I'm replying with the counterpoint that this criterion of legitimacy
is recursive.  It applies equally to the design and implementation of
the electoral method itself.  So I ask:

 To what extent is an electoral method legitimate if it is not the
 choice of the electors?

=Good point. I'm not a dictator however. I want electoral methods
publicized so the public can make an informed decision. It is pretty
clear they are ignorant about it now. I don't think anyone here would
want to take the enlightened despot stance and just force a method on
the public through lobbying or something.

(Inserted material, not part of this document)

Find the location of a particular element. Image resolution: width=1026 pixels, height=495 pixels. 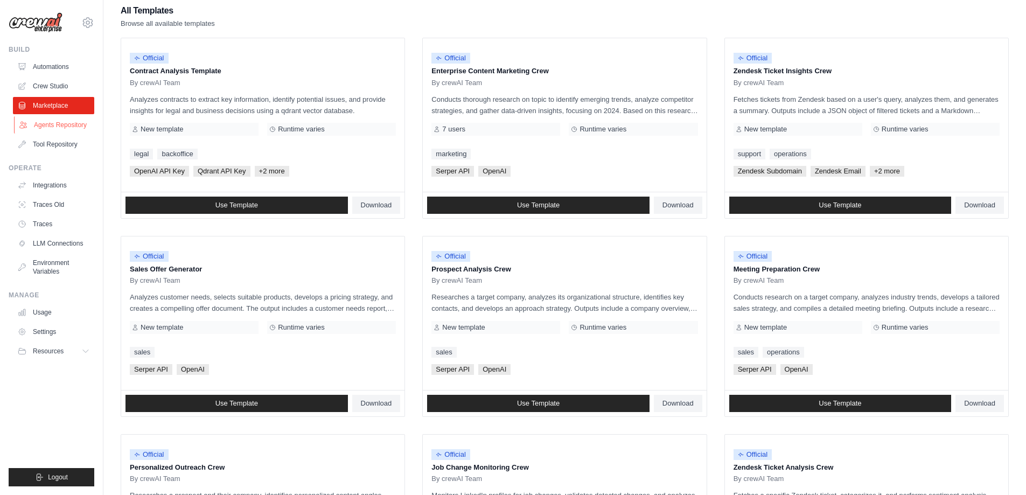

We think we know best, and we may be right; but that's beside the
point.

> >  1. What reform can free the electors of external manipulation?
>
> 1. Pretty much all of the methods that people advocate here would do the
> trick. Various Condorcet Methods, Range Voting, IRNR etc. The actual method
> itself isn't that big an issue. As I mentioned in "Making a Bad Thing
> Worse", the main problem here is how we decide who is most deserving of
> votes or what restrictions to place on them. I'd say that as long as the
> voting system is reasonably independent of clones and everyone's vote is
> counted equally, the specifc electoral method is of little consequence. What
> is of consequence is the myriad laws that accompany it, none of them
> improving voters' ability to influence their government. The "Making a Bad
> Thing Worse" discussion mentions some of the things that damage this. For
> the United States, at least, getting rid of these silly laws would go a long
> way toward the deregulation of politics.

We could expand the general argument to questions of law (What is the
legitimacy of a law without popular assent?), or of norms in general,
or decisions in general (c, below).

For now, I'd just expand my counterpoint slightly, so it also covers
the assemblies (legislatures and councils) where laws and bylaws are
voted, as well as the electoral systems (primary and general) where
the officials are voted.  So:

 To what extent is a voting system legitimate if it is not the choice
 of the voters?

> >  2. Through what plan of action can we implement the reform?
>
> 2. I'm not entirely sure. I'd really have to think about it. I'd say
> that http://www.nationalpopularvote.com/ is a pretty good idea.

(A lobby.)

> >  3. In the act of implementing the reform, what assurance do we have
> >     that we ourselves are not manipulating the electors?
>
> 3. I'd say that the methods here for the large part don't do this. Most of
> the arguments here are about which method represents the voters the best,
> not which changes society in way X. I'd say as long as it doesn't lead to 2
> party domination, is independent of clones, and allows reasonable voter
> expressiveness, it won't lead to government manipulation of politics.

You see my point, however.  The technical merits of a solution are not
the criteria of legitimacy.  The perfect voting system (the best for
the voters) is *wrong* if the voters themselves do not approve it;
while the worst possible system (allows all sorts of abuse, and does
harm to the voters) is *right* if they approve it.  The only criterion
that matters is their approval.  It's their system.

=How do you know whether the voters approve of it if they are using a
voting system like FPTP. You can see the bind you are in. If voters,
using system X, appear to disapprove of system X, how do you deal with
that? I suppose you could offer them binary decisions until something
sticks. All reasonable 2-candidate electoral methods are exactly the
same.

=You make some very good claims. I think I know what is best for
society and how to implement it. Here is why it doesn't apply:
=1) I don't wish to force anything on society.
=2) I claim to know how to represent the will of society best. That
does not mean I claim to know what is in society's best interest. I
can figure out what society actually wants better than the status quo
can, but I still would have to figure it out.

So this is my answer to all 3 questions, and to your original post:

 Let the voters choose.

Can't we help them?  When it comes to choice, we're supposed to be the
pros from Dover.

--
Michael Allan

Toronto, 647-436-4521
http://zelea.com/


=Informing voters is definitely an option, in fact it is the only option.